- Home
- Society
This Asian Heritage Month, we’re asking how you carry your culture

Carrying our cultures.
Photo: (CBC News)
Series includes candid conversations with Asian Canadians
For Asian Heritage Month, CBC Quebec connected with Asian Canadians to ask them: How do you carry your cultural heritage, in big ways or small?
Carrying Our Cultures comes from a desire to uplift Asian stories in Quebec and give an intimate look into the Asian Canadian experience.
Throughout the month of May, CBC Quebec will showcase these stories. Interview subjects will share their journeys in life and how they wear, create, eat or simply live their culture.
The series was developed by an Asian Canadian team at CBC Montreal. We are grateful to those who welcomed us into workplaces and homes for candid conversations.
Finding calmness through Iranian art
2 days agoDuration2:37Maryam Nadimi carries her culture through tazhib, an Iranian art form that features gold embellishments and abstract floral designs.
Maryam Nadimi (new window) is a Montreal-based artist and biologist. She grew up in Iran and moved to Montreal for her PhD in genetics at the Université de Montréal. She now holds workshops where she teaches tazhib, a traditional form of Islamic Iranian art.

Mary Grace Ocampo brings the Filipino value of bayanihan into her work as a nurse. (Tim Chin)
Photo: (Tim Chin)
Mary Grace Ocampo is a nurse and the president of the Filipino Nurses' Association of Quebec. Growing up in the Philippines, she came to Montreal after meeting her husband. With her she brought her cultural values like bayanihan, the Filipino way of fostering community and unity. She carries that value in all parts of her work at the Montreal Neurological Institute-Hospital.

May Chiu is an advocate for Montreal's Chinese community.
Photo: (Tim Chin)
May Chiu is a community activist and the co-ordinator of the Chinatown Roundtable. Her activism and work centres around the preservation and celebration of Asian communities in and around Montreal's Chinatown. She continues her work, advocating for Asian businesses, organizations and community members in Chinatown, while responding to needs within the community.

Korean artists Kevin Park Jung-Hoo and Jin Hee Wong.
Photo: (Tim Chin)
Kevin Park Jung-Hoo and Jin Hee Wong are Korean Canadian artists. Inhabiting both identities has given them opportunities, but also has brought feelings of loss and isolation. They articulated this experience in an exhibition this spring at Montreal, arts interculturels which was titled Migrant Instability.

Nahid Aziz, Nikita Aziz Razzak and Samad Razzak run the South Indian restaurant Maison ChaïShaï.
Photo: (Tim Chin)
Maison ChaïShaï is a family-run restaurant in downtown Montreal. The co-owner and cook behind many of their dishes is Nahid Aziz. She brought her family recipes in from South India to share with her kids, and eventually the Montreal community through her restaurant after realizing the lack of spaces for Montrealers from South Asia. She runs the restaurant alongside her husband, Samad Razzak, and her daughter, Nikita Aziz Razzak.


▶ [Your assignment] Your answer must be an exact copy of the lines from the one containing "Task: Click on the div: gpu.h200.4" through the last line of the records below, with no pictures; please include nothing else.

* * * * * * *

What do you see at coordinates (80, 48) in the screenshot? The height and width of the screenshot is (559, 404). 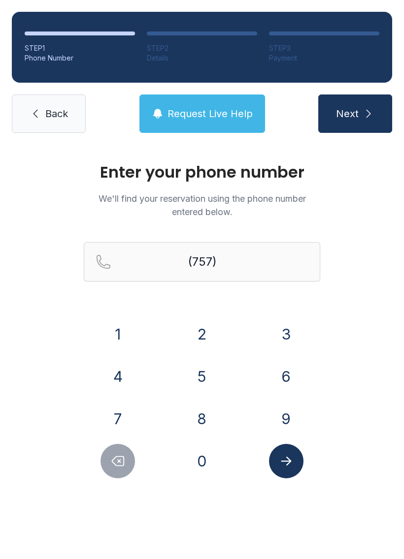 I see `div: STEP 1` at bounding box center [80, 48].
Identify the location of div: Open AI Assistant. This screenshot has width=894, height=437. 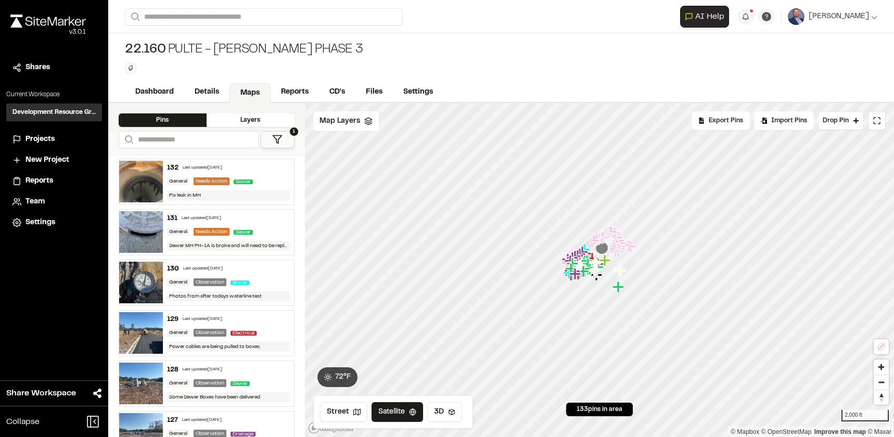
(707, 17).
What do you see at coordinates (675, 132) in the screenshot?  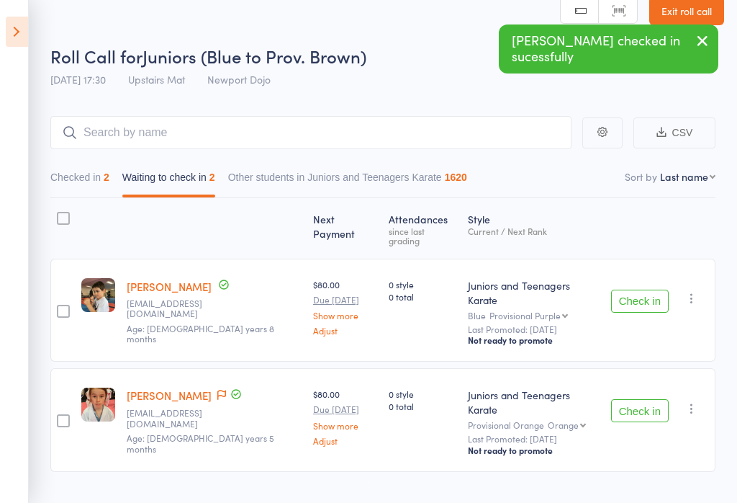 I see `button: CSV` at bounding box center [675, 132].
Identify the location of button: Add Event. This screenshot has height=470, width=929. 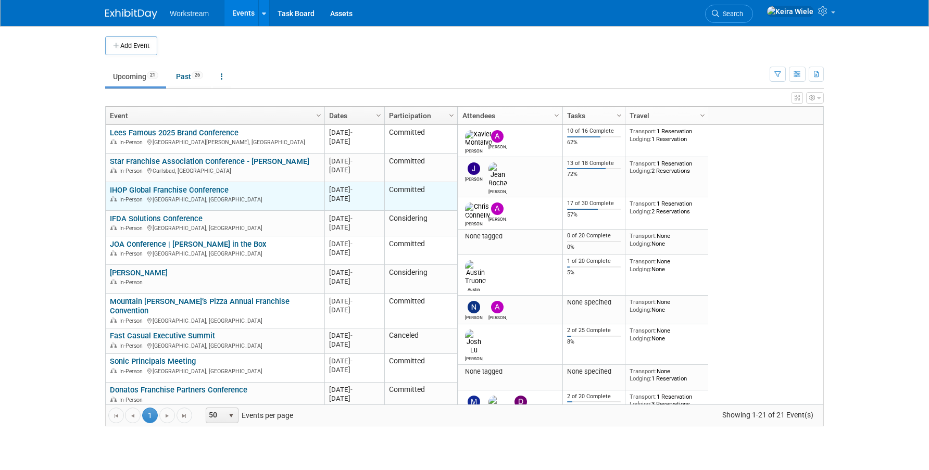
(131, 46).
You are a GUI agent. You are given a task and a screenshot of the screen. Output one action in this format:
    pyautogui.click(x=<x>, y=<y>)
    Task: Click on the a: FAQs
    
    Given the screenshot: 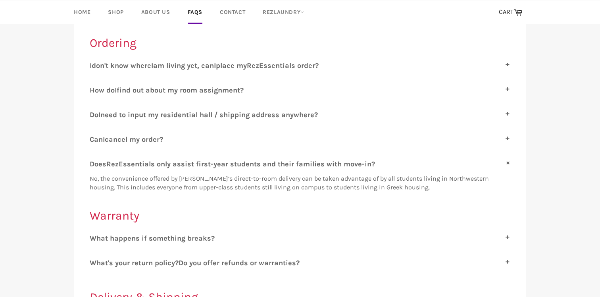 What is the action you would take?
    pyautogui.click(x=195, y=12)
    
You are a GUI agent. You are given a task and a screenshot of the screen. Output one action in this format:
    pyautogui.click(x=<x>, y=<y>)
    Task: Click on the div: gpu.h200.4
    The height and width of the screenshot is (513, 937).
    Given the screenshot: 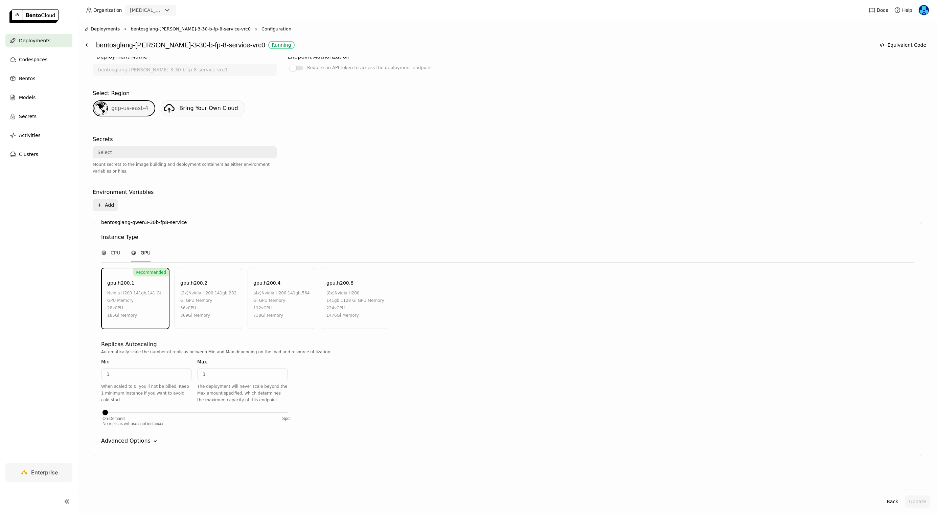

* * * * * * *

▶ [Answer box]
    Task: Click on the div: gpu.h200.4
    The height and width of the screenshot is (513, 937).
    Given the screenshot: 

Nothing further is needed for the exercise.